Grown women. Huh. It's kind of revolting to read what they have written about me.
Rest assured, they were all on the receiving end of my anger when I read their posts. And do they apologise? No. Do they attempt to defend themselves? Yes. Do they remark that I have blown things out of proportion? Yes.
Sure, ladies. I'll sit back as you accuse me of lying about my daughter's cause of death, call me sick and ask "what kind of person does that??" Well, since I didnt do it, I have nothing to say about it.
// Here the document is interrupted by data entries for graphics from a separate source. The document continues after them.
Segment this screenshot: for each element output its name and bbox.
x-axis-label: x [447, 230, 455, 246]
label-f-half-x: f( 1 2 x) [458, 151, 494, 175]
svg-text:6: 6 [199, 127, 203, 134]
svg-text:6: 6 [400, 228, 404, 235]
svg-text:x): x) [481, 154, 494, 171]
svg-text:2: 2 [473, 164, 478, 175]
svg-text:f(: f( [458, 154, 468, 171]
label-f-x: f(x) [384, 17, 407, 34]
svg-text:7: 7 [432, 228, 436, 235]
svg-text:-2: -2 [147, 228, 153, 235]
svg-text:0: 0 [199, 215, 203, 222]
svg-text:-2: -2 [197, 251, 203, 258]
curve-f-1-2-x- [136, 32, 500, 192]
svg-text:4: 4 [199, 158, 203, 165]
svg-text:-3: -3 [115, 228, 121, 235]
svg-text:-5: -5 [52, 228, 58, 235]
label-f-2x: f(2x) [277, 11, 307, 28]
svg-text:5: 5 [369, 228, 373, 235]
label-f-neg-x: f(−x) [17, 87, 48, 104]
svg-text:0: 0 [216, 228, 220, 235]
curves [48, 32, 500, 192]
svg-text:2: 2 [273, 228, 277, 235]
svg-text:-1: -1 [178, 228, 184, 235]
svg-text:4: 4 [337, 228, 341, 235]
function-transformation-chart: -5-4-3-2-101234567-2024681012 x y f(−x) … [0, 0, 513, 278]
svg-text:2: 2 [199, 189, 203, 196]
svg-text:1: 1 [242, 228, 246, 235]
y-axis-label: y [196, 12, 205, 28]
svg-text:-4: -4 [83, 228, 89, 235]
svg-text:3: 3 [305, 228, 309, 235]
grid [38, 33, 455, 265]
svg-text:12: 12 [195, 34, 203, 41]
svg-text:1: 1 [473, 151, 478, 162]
So that is that. The lack of humanity is frightening. I am just so glad that I went ten months before I "met" people like this.

Sunday, January 2, 2011

I Have A Daughter

You have to excuse my lack of posts of late. I'm on struggle street, emotionally and physically. My posts will probably become more and more infrequent as the baby's birth draws closer. I hate that this time is taken away from Sybella, but I am so completely paranoid that I need to concentrate on being vigilant about this baby's wellbeing.
I am finding myself at the hopsital every second day or so for CTG monitoring. It is the only time I feel relaxed, those 20-30 minutes or so where I can actually hear the regular thumping of our baby's heartbeat.
I turned up the other day for a CTG and had to have it done in the recovery section, as the normal room was occupied. There are 4 beds in recovery, mainly for women who have just had a cesearean. I was lying in my little curtained-off section, listening to the heartbeat, when a fairly young woman was wheeled in with her new baby. She was accompanied by her mother and partner. I couldnt see her, but I could hear her tinny, very young-sounding voice.
"Ohhhhhhhh. I have a dauuugghhhttterrrrrrrrr!" she emphatically exclaimed. Over and over and over she said this. "I cant believe I get to keep you!!!"
Then came the phone calls and the desperate attempts to post her news to Facebook. "Hello? I have a dauuugghhhttterrrrrrrrr! She's perfecttttttt!" Cue: vivid and detailed explanations of her new baby's appearance. "Black curly hair! Beautiful fingernails!"
I lay there, listening to this. I'm not an unreasonable person. I know that: 1. She didnt know I was there. 2. She didnt know my situation. 3. Even if she did, who cares? She was entitled to gush over and celebrate her baby.

But it was still cutting to listen to it.

When she said:  I have a dauuugghhhttterrrrrrrrr! I thought: "Me too."
When she said: She's perfecttttttt! I thought "so is mine."
When she said: I cant believe I get to keep you!!! I thought: "You lucky, lucky woman."